A screenshot of the second version of The Session

That’s the version that is two decades old today.

The last really big change to the site happened in 2012. As well as a complete redesign, I introduced lots of new functionality.

A screenshot of the current version of The Session

In all of those incarnations, the layout was fluid …long before responsive design swept the web. That was quite unusual twenty years ago, but I knew it was the webby thing to do.

What’s also unusual is just keeping a website going for twenty years. Keeping a community website going for twenty years is practically unheard of. I’m very proud of The Session. Although, really, I’m just the caretaker. The site would literally be nothing without all the contributions that people have made.

I’ve more or less adopted a Wikipedia model for contributions. Some things, like tune settings, can only be edited by the person who submitted it But other things, like the track listing of a recording, or the details of a session, can be edited by any member of the site. And of course anyone can add a comment to any listing. There’s a certain amount of risk to that, but after testing it for two decades, it’s working out very nicely.

What’s really nice is when I get to meet my fellow members of The Session in meatspace. If I’m travelling somewhere and there’s a local session happening, I always get a warm welcome. I mean, presumably everyone would get a warm welcome at those sessions, but I’ve also had my fair share of free pints thanks to The Session.

I feel a great sense of responsibility with The Session. But it’s not a weight of responsibility—the way that many open source maintainers describe how their unpaid labour feels. The sense of responsibility I feel drives me. It gives me a sense of purpose.
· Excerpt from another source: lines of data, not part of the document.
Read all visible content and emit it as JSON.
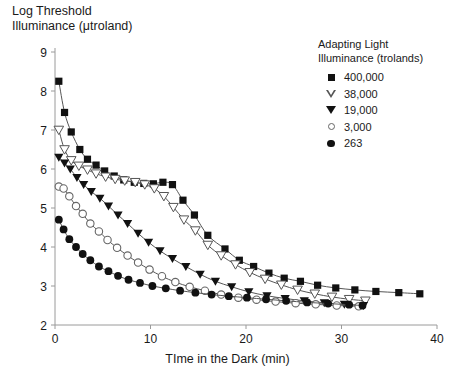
{
  "chart_data": {
    "type": "scatter",
    "title": "",
    "ylabel": "Log Threshold\nIlluminance (μtroland)",
    "xlabel": "TIme in the Dark (min)",
    "xlim": [
      0,
      40
    ],
    "ylim": [
      2,
      9
    ],
    "xticks": [
      0,
      10,
      20,
      30,
      40
    ],
    "yticks": [
      2,
      3,
      4,
      5,
      6,
      7,
      8,
      9
    ],
    "grid": false,
    "legend_position": "top-right",
    "legend_title": "Adapting Light\nIlluminance (trolands)",
    "series": [
      {
        "name": "400,000",
        "marker": "filled-square",
        "color": "#111111",
        "points": [
          [
            0.4,
            8.25
          ],
          [
            1.0,
            7.45
          ],
          [
            1.7,
            6.95
          ],
          [
            2.6,
            6.5
          ],
          [
            3.4,
            6.25
          ],
          [
            4.3,
            6.1
          ],
          [
            5.2,
            5.95
          ],
          [
            6.2,
            5.82
          ],
          [
            7.2,
            5.72
          ],
          [
            8.3,
            5.66
          ],
          [
            9.3,
            5.63
          ],
          [
            10.3,
            5.62
          ],
          [
            11.3,
            5.66
          ],
          [
            12.3,
            5.6
          ],
          [
            13.4,
            5.2
          ],
          [
            14.6,
            4.82
          ],
          [
            16.0,
            4.3
          ],
          [
            17.8,
            3.95
          ],
          [
            19.3,
            3.66
          ],
          [
            20.8,
            3.5
          ],
          [
            22.4,
            3.33
          ],
          [
            24.0,
            3.2
          ],
          [
            25.7,
            3.12
          ],
          [
            27.5,
            3.02
          ],
          [
            29.4,
            2.95
          ],
          [
            31.4,
            2.9
          ],
          [
            33.6,
            2.86
          ],
          [
            36.0,
            2.83
          ],
          [
            38.2,
            2.8
          ]
        ]
      },
      {
        "name": "38,000",
        "marker": "open-triangle-down",
        "color": "#555555",
        "points": [
          [
            0.4,
            7.0
          ],
          [
            1.0,
            6.5
          ],
          [
            1.7,
            6.22
          ],
          [
            2.5,
            6.08
          ],
          [
            3.4,
            5.98
          ],
          [
            4.3,
            5.88
          ],
          [
            5.3,
            5.8
          ],
          [
            6.3,
            5.74
          ],
          [
            7.3,
            5.7
          ],
          [
            8.4,
            5.66
          ],
          [
            9.4,
            5.6
          ],
          [
            10.4,
            5.5
          ],
          [
            11.4,
            5.3
          ],
          [
            12.4,
            5.02
          ],
          [
            13.5,
            4.7
          ],
          [
            14.7,
            4.42
          ],
          [
            16.0,
            4.05
          ],
          [
            17.4,
            3.78
          ],
          [
            18.9,
            3.55
          ],
          [
            20.4,
            3.35
          ],
          [
            22.0,
            3.18
          ],
          [
            23.7,
            3.03
          ],
          [
            25.4,
            2.9
          ],
          [
            27.2,
            2.8
          ],
          [
            29.0,
            2.72
          ],
          [
            30.8,
            2.66
          ],
          [
            32.5,
            2.62
          ]
        ]
      },
      {
        "name": "19,000",
        "marker": "filled-triangle-down",
        "color": "#111111",
        "points": [
          [
            0.4,
            6.3
          ],
          [
            1.0,
            6.15
          ],
          [
            1.6,
            6.0
          ],
          [
            2.3,
            5.78
          ],
          [
            3.0,
            5.6
          ],
          [
            3.8,
            5.42
          ],
          [
            4.7,
            5.25
          ],
          [
            5.6,
            5.05
          ],
          [
            6.6,
            4.82
          ],
          [
            7.6,
            4.6
          ],
          [
            8.7,
            4.35
          ],
          [
            9.8,
            4.12
          ],
          [
            11.0,
            3.9
          ],
          [
            12.3,
            3.7
          ],
          [
            13.7,
            3.5
          ],
          [
            15.2,
            3.3
          ],
          [
            16.8,
            3.12
          ],
          [
            18.5,
            2.98
          ],
          [
            20.3,
            2.85
          ],
          [
            22.2,
            2.75
          ],
          [
            24.1,
            2.68
          ],
          [
            26.1,
            2.62
          ],
          [
            28.2,
            2.57
          ],
          [
            30.3,
            2.53
          ],
          [
            32.3,
            2.5
          ]
        ]
      },
      {
        "name": "3,000",
        "marker": "open-circle",
        "color": "#666666",
        "points": [
          [
            0.4,
            5.55
          ],
          [
            0.9,
            5.5
          ],
          [
            1.5,
            5.3
          ],
          [
            2.2,
            5.05
          ],
          [
            2.9,
            4.85
          ],
          [
            3.7,
            4.6
          ],
          [
            4.6,
            4.4
          ],
          [
            5.5,
            4.18
          ],
          [
            6.5,
            3.98
          ],
          [
            7.6,
            3.78
          ],
          [
            8.7,
            3.6
          ],
          [
            9.9,
            3.42
          ],
          [
            11.2,
            3.25
          ],
          [
            12.6,
            3.1
          ],
          [
            14.1,
            2.98
          ],
          [
            15.7,
            2.88
          ],
          [
            17.4,
            2.78
          ],
          [
            19.2,
            2.7
          ],
          [
            21.1,
            2.65
          ],
          [
            23.1,
            2.6
          ],
          [
            25.2,
            2.56
          ],
          [
            27.3,
            2.53
          ],
          [
            29.5,
            2.5
          ],
          [
            31.8,
            2.48
          ]
        ]
      },
      {
        "name": "263",
        "marker": "filled-circle",
        "color": "#111111",
        "points": [
          [
            0.4,
            4.7
          ],
          [
            0.9,
            4.45
          ],
          [
            1.5,
            4.2
          ],
          [
            2.2,
            4.0
          ],
          [
            2.9,
            3.82
          ],
          [
            3.7,
            3.66
          ],
          [
            4.6,
            3.5
          ],
          [
            5.6,
            3.38
          ],
          [
            6.6,
            3.26
          ],
          [
            7.7,
            3.16
          ],
          [
            8.9,
            3.08
          ],
          [
            10.2,
            3.0
          ],
          [
            11.6,
            2.94
          ],
          [
            13.1,
            2.88
          ],
          [
            14.7,
            2.83
          ],
          [
            16.4,
            2.78
          ],
          [
            18.2,
            2.74
          ],
          [
            20.1,
            2.7
          ],
          [
            22.1,
            2.66
          ],
          [
            24.2,
            2.62
          ],
          [
            26.4,
            2.58
          ],
          [
            28.6,
            2.55
          ],
          [
            30.8,
            2.52
          ],
          [
            32.2,
            2.5
          ]
        ]
      }
    ]
  },
  "legend": {
    "title": "Adapting Light\nIlluminance (trolands)",
    "items": [
      {
        "label": "400,000",
        "marker": "filled-square"
      },
      {
        "label": "38,000",
        "marker": "open-triangle-down"
      },
      {
        "label": "19,000",
        "marker": "filled-triangle-down"
      },
      {
        "label": "3,000",
        "marker": "open-circle"
      },
      {
        "label": "263",
        "marker": "filled-circle"
      }
    ]
  },
  "axes": {
    "y_title": "Log Threshold\nIlluminance (μtroland)",
    "x_title": "TIme in the Dark (min)",
    "y_ticks": [
      "9",
      "8",
      "7",
      "6",
      "5",
      "4",
      "3",
      "2"
    ],
    "x_ticks": [
      "0",
      "10",
      "20",
      "30",
      "40"
    ]
  },
  "colors": {
    "axis": "#9a9a9a",
    "curve": "#555555",
    "text": "#1a1a1a"
  }
}
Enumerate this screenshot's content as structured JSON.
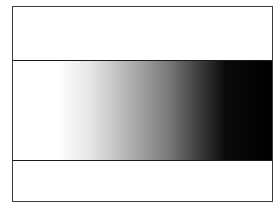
{
  "figure": {
    "frame_color": "#3a3a3a",
    "divider_color": "#1a1a1a",
    "bands": [
      {
        "name": "top",
        "fill": "#ffffff"
      },
      {
        "name": "middle",
        "fill": "gradient"
      },
      {
        "name": "bottom",
        "fill": "#ffffff"
      }
    ],
    "gradient": {
      "direction": "left-to-right",
      "stops": [
        {
          "offset": "0%",
          "color": "#ffffff"
        },
        {
          "offset": "17%",
          "color": "#ffffff"
        },
        {
          "offset": "30%",
          "color": "#e6e6e6"
        },
        {
          "offset": "45%",
          "color": "#b0b0b0"
        },
        {
          "offset": "60%",
          "color": "#7a7a7a"
        },
        {
          "offset": "72%",
          "color": "#3c3c3c"
        },
        {
          "offset": "82%",
          "color": "#0a0a0a"
        },
        {
          "offset": "100%",
          "color": "#000000"
        }
      ]
    }
  }
}
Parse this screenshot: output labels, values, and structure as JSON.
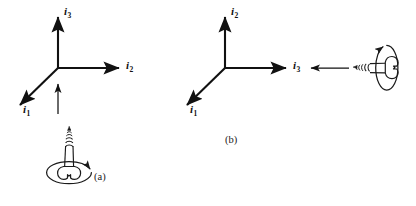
{
  "figure": {
    "type": "diagram",
    "background_color": "#ffffff",
    "ink_color": "#111111",
    "width": 416,
    "height": 206
  },
  "panels": [
    {
      "id": "a",
      "caption": "(a)",
      "caption_x": 93,
      "caption_y": 172,
      "origin": {
        "x": 58,
        "y": 68
      },
      "axes": [
        {
          "name": "i3",
          "label_base": "i",
          "label_sub": "3",
          "direction": "up",
          "tip": {
            "x": 58,
            "y": 14
          },
          "label_x": 64,
          "label_y": 9
        },
        {
          "name": "i2",
          "label_base": "i",
          "label_sub": "2",
          "direction": "right",
          "tip": {
            "x": 122,
            "y": 68
          },
          "label_x": 127,
          "label_y": 63
        },
        {
          "name": "i1",
          "label_base": "i",
          "label_sub": "1",
          "direction": "down-left",
          "tip": {
            "x": 17,
            "y": 108
          },
          "label_x": 23,
          "label_y": 110
        }
      ],
      "direction_arrow": {
        "name": "translation-arrow",
        "orientation": "up",
        "from": {
          "x": 58,
          "y": 114
        },
        "to": {
          "x": 58,
          "y": 82
        }
      },
      "screw": {
        "name": "screw-vertical",
        "orientation": "vertical-up",
        "head_position": "bottom",
        "tip_position": "top",
        "rotation_arrow": "clockwise-viewed-from-head",
        "center_x": 71,
        "head_y": 178,
        "tip_y": 130
      }
    },
    {
      "id": "b",
      "caption": "(b)",
      "caption_x": 225,
      "caption_y": 135,
      "origin": {
        "x": 225,
        "y": 68
      },
      "axes": [
        {
          "name": "i2",
          "label_base": "i",
          "label_sub": "2",
          "direction": "up",
          "tip": {
            "x": 225,
            "y": 14
          },
          "label_x": 231,
          "label_y": 9
        },
        {
          "name": "i3",
          "label_base": "i",
          "label_sub": "3",
          "direction": "right",
          "tip": {
            "x": 289,
            "y": 68
          },
          "label_x": 294,
          "label_y": 63
        },
        {
          "name": "i1",
          "label_base": "i",
          "label_sub": "1",
          "direction": "down-left",
          "tip": {
            "x": 184,
            "y": 108
          },
          "label_x": 190,
          "label_y": 110
        }
      ],
      "direction_arrow": {
        "name": "translation-arrow",
        "orientation": "left",
        "from": {
          "x": 349,
          "y": 68
        },
        "to": {
          "x": 309,
          "y": 68
        }
      },
      "screw": {
        "name": "screw-horizontal",
        "orientation": "horizontal-left",
        "head_position": "right",
        "tip_position": "left",
        "rotation_arrow": "clockwise-viewed-from-head",
        "center_y": 68,
        "head_x": 390,
        "tip_x": 356
      }
    }
  ]
}
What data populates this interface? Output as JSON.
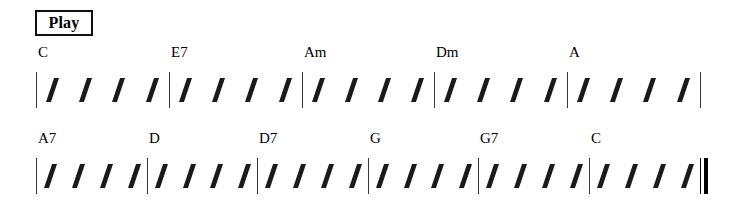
{
  "toolbar": {
    "play_label": "Play"
  },
  "sheet": {
    "beats_per_measure": 4,
    "staff_left": 36,
    "staff_right": 700,
    "rows": [
      {
        "row_index": 0,
        "measures": [
          {
            "chord": "C",
            "x": 36
          },
          {
            "chord": "E7",
            "x": 169
          },
          {
            "chord": "Am",
            "x": 302
          },
          {
            "chord": "Dm",
            "x": 434
          },
          {
            "chord": "A",
            "x": 567
          }
        ],
        "end_x": 700,
        "end_barline": "single"
      },
      {
        "row_index": 1,
        "measures": [
          {
            "chord": "A7",
            "x": 36
          },
          {
            "chord": "D",
            "x": 147
          },
          {
            "chord": "D7",
            "x": 257
          },
          {
            "chord": "G",
            "x": 368
          },
          {
            "chord": "G7",
            "x": 478
          },
          {
            "chord": "C",
            "x": 589
          }
        ],
        "end_x": 700,
        "end_barline": "final-double"
      }
    ]
  },
  "colors": {
    "background": "#ffffff",
    "ink": "#000000",
    "barline": "#3a3a3a",
    "slash": "#1a1a1a"
  }
}
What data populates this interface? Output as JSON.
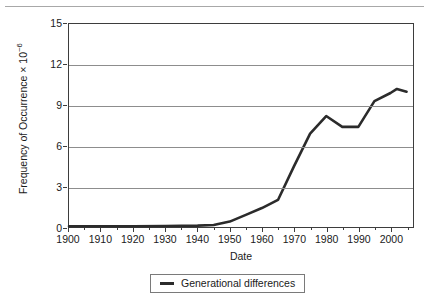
{
  "chart_data": {
    "type": "line",
    "title": "",
    "xlabel": "Date",
    "ylabel": "Frequency of Occurrence × 10",
    "ylabel_exponent": "−6",
    "xlim": [
      1900,
      2007
    ],
    "ylim": [
      0,
      15
    ],
    "yticks": [
      0,
      3,
      6,
      9,
      12,
      15
    ],
    "xticks": [
      1900,
      1910,
      1920,
      1930,
      1940,
      1950,
      1960,
      1970,
      1980,
      1990,
      2000
    ],
    "xticks_minor": [
      1905,
      1915,
      1925,
      1935,
      1945,
      1955,
      1965,
      1975,
      1985,
      1995,
      2005
    ],
    "grid": "horizontal",
    "legend_position": "bottom-center",
    "line_color": "#2b2b2b",
    "series": [
      {
        "name": "Generational differences",
        "x": [
          1900,
          1910,
          1920,
          1930,
          1940,
          1945,
          1950,
          1955,
          1960,
          1965,
          1970,
          1975,
          1980,
          1985,
          1990,
          1995,
          2000,
          2002,
          2005
        ],
        "values": [
          0.05,
          0.05,
          0.06,
          0.07,
          0.1,
          0.15,
          0.4,
          0.9,
          1.4,
          2.0,
          4.5,
          6.9,
          8.2,
          7.4,
          7.4,
          9.3,
          9.9,
          10.2,
          10.0
        ]
      }
    ]
  },
  "legend": {
    "entries": [
      {
        "label": "Generational differences"
      }
    ]
  }
}
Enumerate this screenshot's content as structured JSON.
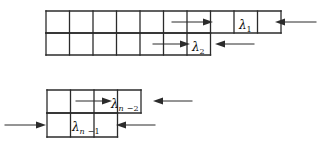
{
  "figure": {
    "type": "young-diagram-hook-lengths",
    "background_color": "#ffffff",
    "line_color": "#2b2b2b",
    "text_color": "#111111",
    "diagrams": [
      {
        "name": "upper-diagram",
        "rows": [
          {
            "cells": 10,
            "x0": 46,
            "y0": 11,
            "cell_w": 23.5,
            "cell_h": 22
          },
          {
            "cells": 7,
            "x0": 46,
            "y0": 33,
            "cell_w": 23.5,
            "cell_h": 22
          }
        ],
        "labels": [
          {
            "name": "lambda-1",
            "base": "λ",
            "sub": "1",
            "tail": "",
            "x": 239,
            "y": 16
          },
          {
            "name": "lambda-2",
            "base": "λ",
            "sub": "2",
            "tail": "",
            "x": 192,
            "y": 38
          }
        ],
        "arrows": [
          {
            "name": "arrow-right-row1",
            "dir": "right",
            "x1": 172,
            "x2": 213,
            "y": 22
          },
          {
            "name": "arrow-left-row1",
            "dir": "left",
            "x1": 316,
            "x2": 275,
            "y": 22
          },
          {
            "name": "arrow-right-row2",
            "dir": "right",
            "x1": 153,
            "x2": 190,
            "y": 44
          },
          {
            "name": "arrow-left-row2",
            "dir": "left",
            "x1": 254,
            "x2": 215,
            "y": 44
          }
        ]
      },
      {
        "name": "lower-diagram",
        "rows": [
          {
            "cells": 4,
            "x0": 47,
            "y0": 90,
            "cell_w": 23.5,
            "cell_h": 23
          },
          {
            "cells": 3,
            "x0": 47,
            "y0": 113,
            "cell_w": 23.5,
            "cell_h": 24
          }
        ],
        "labels": [
          {
            "name": "lambda-n-minus-2",
            "base": "λ",
            "sub": "n",
            "tail": "−2",
            "x": 111,
            "y": 95
          },
          {
            "name": "lambda-n-minus-1",
            "base": "λ",
            "sub": "n",
            "tail": "−1",
            "x": 72,
            "y": 118
          }
        ],
        "arrows": [
          {
            "name": "arrow-right-rowtop",
            "dir": "right",
            "x1": 76,
            "x2": 112,
            "y": 101
          },
          {
            "name": "arrow-left-rowtop",
            "dir": "left",
            "x1": 192,
            "x2": 153,
            "y": 101
          },
          {
            "name": "arrow-right-rowbot",
            "dir": "right",
            "x1": 5,
            "x2": 46,
            "y": 125
          },
          {
            "name": "arrow-left-rowbot",
            "dir": "left",
            "x1": 155,
            "x2": 116,
            "y": 125
          }
        ]
      }
    ]
  }
}
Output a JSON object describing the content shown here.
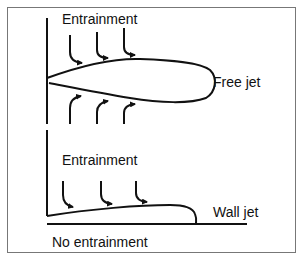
{
  "diagram": {
    "labels": {
      "entrainment_top": "Entrainment",
      "free_jet": "Free jet",
      "entrainment_bottom": "Entrainment",
      "wall_jet": "Wall jet",
      "no_entrainment": "No entrainment"
    },
    "colors": {
      "line": "#111111",
      "frame": "#777777",
      "background": "#ffffff"
    }
  }
}
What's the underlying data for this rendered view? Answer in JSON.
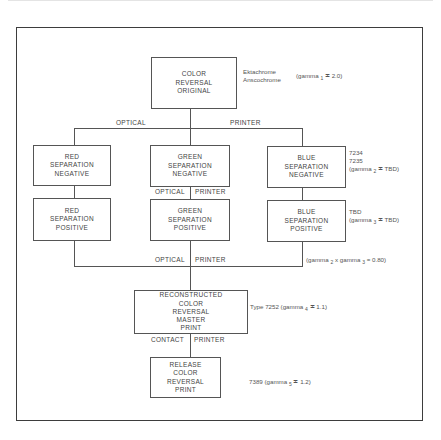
{
  "boxes": {
    "original": [
      "COLOR",
      "REVERSAL",
      "ORIGINAL"
    ],
    "red_neg": [
      "RED",
      "SEPARATION",
      "NEGATIVE"
    ],
    "green_neg": [
      "GREEN",
      "SEPARATION",
      "NEGATIVE"
    ],
    "blue_neg": [
      "BLUE",
      "SEPARATION",
      "NEGATIVE"
    ],
    "red_pos": [
      "RED",
      "SEPARATION",
      "POSITIVE"
    ],
    "green_pos": [
      "GREEN",
      "SEPARATION",
      "POSITIVE"
    ],
    "blue_pos": [
      "BLUE",
      "SEPARATION",
      "POSITIVE"
    ],
    "master": [
      "RECONSTRUCTED",
      "COLOR",
      "REVERSAL",
      "MASTER",
      "PRINT"
    ],
    "release": [
      "RELEASE",
      "COLOR",
      "REVERSAL",
      "PRINT"
    ]
  },
  "labels": {
    "stage1_left": "OPTICAL",
    "stage1_right": "PRINTER",
    "stage2_left": "OPTICAL",
    "stage2_right": "PRINTER",
    "stage3_left": "OPTICAL",
    "stage3_right": "PRINTER",
    "stage4_left": "CONTACT",
    "stage4_right": "PRINTER"
  },
  "notes": {
    "original_films": [
      "Ektachrome",
      "Anscochrome"
    ],
    "original_gamma": "(gamma",
    "original_gamma_sub": "1",
    "original_gamma_val": "≐ 2.0)",
    "neg_films": [
      "7234",
      "7235"
    ],
    "neg_gamma": "(gamma",
    "neg_gamma_sub": "2",
    "neg_gamma_val": "≐ TBD)",
    "pos_film": "TBD",
    "pos_gamma": "(gamma",
    "pos_gamma_sub": "3",
    "pos_gamma_val": "≐ TBD)",
    "product_gamma_a": "(gamma",
    "product_gamma_sub_a": "2",
    "product_gamma_b": "x gamma",
    "product_gamma_sub_b": "3",
    "product_gamma_val": "= 0.80)",
    "master_film": "Type 7252 (gamma",
    "master_gamma_sub": "4",
    "master_gamma_val": "≐ 1.1)",
    "release_film": "7389 (gamma",
    "release_gamma_sub": "5",
    "release_gamma_val": "≐ 1.2)"
  }
}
The Session is older than any client work I’ve ever done. It’s older than any books I’ve written. It’s even older than Clearleft by a few years. Heck, it’s even older than this blog (just).

I’m 50 years old now. The Session is 20 years old. That’s quite a chunk of my life. I think it’s fair to say that it’s part of me now. Of all the things I’ve made so far in my life, The Session is the one I’m proudest of.

I’m looking forward to stewarding the site through the next twenty years.

Document

A little while back, I showed Paul what I was working on with The Gęsiówka Story. I value his opinion and I really like the Bradshaw’s Guide project that he’s been working on. We’re both in complete agreement with Russell Davies’ call for an internet of unmonetisable enthusiasms. Call them side projects if you like, but for me, these are the things that the World Wide Web excels at.

These unomentisable enthusiasms/side projects are what got me hooked on the web in the first place. Fray.com—back when it was a website for personal stories—was what really made the web click for me. I had seen brochure sites, I had seen e-commerce sites, but it was seeing something built purely for the love of it that caused that lightbulb moment for me.

I told Paul about another site I remembered from that time (we’re talking about the mid-to-late nineties here). It was called Private Art. It was the work of one family, the children of Private Art Pranger who served in World War Two and wrote letters from the front. Without any expectations, I did a quick search, and amazingly, the site is still up!

Yes, it’s got tiled background images, and the framesetted content is in a pop-up window, but it works. The site hasn’t been updated for fifteen years but it works perfectly in a web browser today. That’s kind of amazing. We really shouldn’t take the longevity of our materials for granted. Could you imagine trying to open a word processing document from the late nineties on your computer today? You’d have a bad time.

Working on The Gęsiówka Story helped to remind me of some of the things that made me fall in love with the web in the first place. What I wrote about it is equally true of Private Art:

When we talk about documents on the web, we usually use the word “document” as a noun. But working on The Gęsiówka Story, I came to think of the word “document” as a verb.

The World Wide Web is a medium that’s works for quick, short-term lightweight bits of fun and also for long-term, deeper, slower, thoughtful archives of our collective culture.

The web is a many-splendoured thing.